Planning to become an ordained pastor within the Evangelical Presbyterian Church, Alaska's revenue commissioner said Monday he will resign this month, a decision that comes as the Walker administration continues to work on a long-term fiscal plan the Legislature will accept.
Randy Hoffbeck said in a letter to the governor on Monday that he needs to "complete the call to ministry."
"My only regret is that I was unable to deliver a completed fiscal plan for the state of Alaska during my tenure," Hoffbeck wrote.
By late 2014, Hoffbeck had retired from government after working at the state and North Slope Borough and had completed his master's degree in divinity at Liberty University in Virginia. Then the newly elected governor sought his help in Alaska.
Hoffbeck, now 59, was on a medical mission in Kenya at the time along with his wife, Cindy, providing counseling and spiritual outreach to people visiting doctors.
"We were primarily in the slums of Nairobi," a job that involved working with street children, he said.
Hoffbeck said he joined the administration because he likes fixing things. The state's fiscal deficit was a glaring problem in need of repair.
The administration has failed to convince the Legislature to approve a plan that would partially pay for state services using earnings from the $61 billion Alaska Permanent Fund, or to establish a broad-based state tax.
Hoffbeck and others are currently working on a new plan to fill the $2.5 billion deficit, he said. By necessity, it will involve use of the fund's earnings and additional revenue-generating measures including taxes, he said.
"We're working on a plan to hopefully accommodate both the House and Senate and one that hopefully everyone can agree upon," he said. "It's not ready for prime time, but I think it will be largely structured before I leave."
The governor has said he may call the Legislature into a special session later this year to take up the measure.
[Hoffbeck and Walker administration lay out Alaska budget woes]
Hoffbeck will remain in his post through Aug. 17, a Thursday.
Walker's statement said Revenue Deputy Commissioner Jerry Burnett will serve as interim commissioner until Walker makes a new appointment.
According to the governor's announcement, Hoffbeck said that as "time goes on, I realize I need to refocus my life on the call God has put on my heart; that I can no longer tell God, 'Just a minute. I am almost done here.' "
Hoffbeck said in an interview Tuesday that he's looking forward to taking his fix-it ambitions into evangelical service after he completes several months of training and courses to become an ordained pastor. He'd like to work in the "interim ministry," serving one to two years at a church that had lost its pastor or may be in some form of crisis.
"I jokingly tell people there's a church in the Bahamas that needs my help," he said.
In reality, he said, he'll go wherever he's needed.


== WHAT IS NEEDED ==
Type out the entries again, keeping every word unchanged.
• • • • • • •
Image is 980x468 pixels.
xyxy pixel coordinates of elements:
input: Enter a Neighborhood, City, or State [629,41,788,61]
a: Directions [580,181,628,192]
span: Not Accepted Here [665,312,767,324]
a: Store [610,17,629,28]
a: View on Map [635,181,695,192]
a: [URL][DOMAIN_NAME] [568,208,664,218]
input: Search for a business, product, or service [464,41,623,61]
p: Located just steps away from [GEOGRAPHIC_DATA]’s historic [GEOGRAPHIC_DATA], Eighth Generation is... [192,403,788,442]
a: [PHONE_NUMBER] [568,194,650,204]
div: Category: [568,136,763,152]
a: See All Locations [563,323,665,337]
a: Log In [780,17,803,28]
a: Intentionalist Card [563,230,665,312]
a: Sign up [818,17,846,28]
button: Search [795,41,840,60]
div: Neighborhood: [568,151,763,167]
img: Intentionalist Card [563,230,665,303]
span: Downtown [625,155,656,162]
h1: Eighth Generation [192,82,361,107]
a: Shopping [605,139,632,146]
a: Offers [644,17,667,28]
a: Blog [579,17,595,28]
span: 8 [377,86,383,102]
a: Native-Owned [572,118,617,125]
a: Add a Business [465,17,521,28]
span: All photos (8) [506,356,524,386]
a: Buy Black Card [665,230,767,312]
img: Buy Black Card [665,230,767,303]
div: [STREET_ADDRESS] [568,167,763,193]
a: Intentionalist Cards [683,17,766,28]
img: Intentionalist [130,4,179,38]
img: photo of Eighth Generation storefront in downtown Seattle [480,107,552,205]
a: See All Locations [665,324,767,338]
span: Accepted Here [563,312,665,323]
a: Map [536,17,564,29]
• • • • • • •
== PROBLEM SOLUTION ==
Image is 980x468 pixels.
xyxy pixel coordinates of elements:
input: Enter a Neighborhood, City, or State [629,41,788,61]
a: Directions [580,181,628,192]
span: Not Accepted Here [665,312,767,324]
a: Store [610,17,629,28]
a: View on Map [635,181,695,192]
a: [URL][DOMAIN_NAME] [568,208,664,218]
input: Search for a business, product, or service [464,41,623,61]
p: Located just steps away from [GEOGRAPHIC_DATA]’s historic [GEOGRAPHIC_DATA], Eighth Generation is... [192,403,788,442]
a: [PHONE_NUMBER] [568,194,650,204]
div: Category: [568,136,763,152]
a: See All Locations [563,323,665,337]
a: Log In [780,17,803,28]
a: Intentionalist Card [563,230,665,312]
a: Sign up [818,17,846,28]
button: Search [795,41,840,60]
div: Neighborhood: [568,151,763,167]
img: Intentionalist Card [563,230,665,303]
span: Downtown [625,155,656,162]
h1: Eighth Generation [192,82,361,107]
a: Shopping [605,139,632,146]
a: Offers [644,17,667,28]
a: Blog [579,17,595,28]
span: 8 [377,86,383,102]
a: Native-Owned [572,118,617,125]
a: Add a Business [465,17,521,28]
span: All photos (8) [506,356,524,386]
a: Buy Black Card [665,230,767,312]
img: Buy Black Card [665,230,767,303]
div: [STREET_ADDRESS] [568,167,763,193]
a: Intentionalist Cards [683,17,766,28]
img: Intentionalist [130,4,179,38]
img: photo of Eighth Generation storefront in downtown Seattle [480,107,552,205]
a: See All Locations [665,324,767,338]
span: Accepted Here [563,312,665,323]
a: Map [536,17,564,29]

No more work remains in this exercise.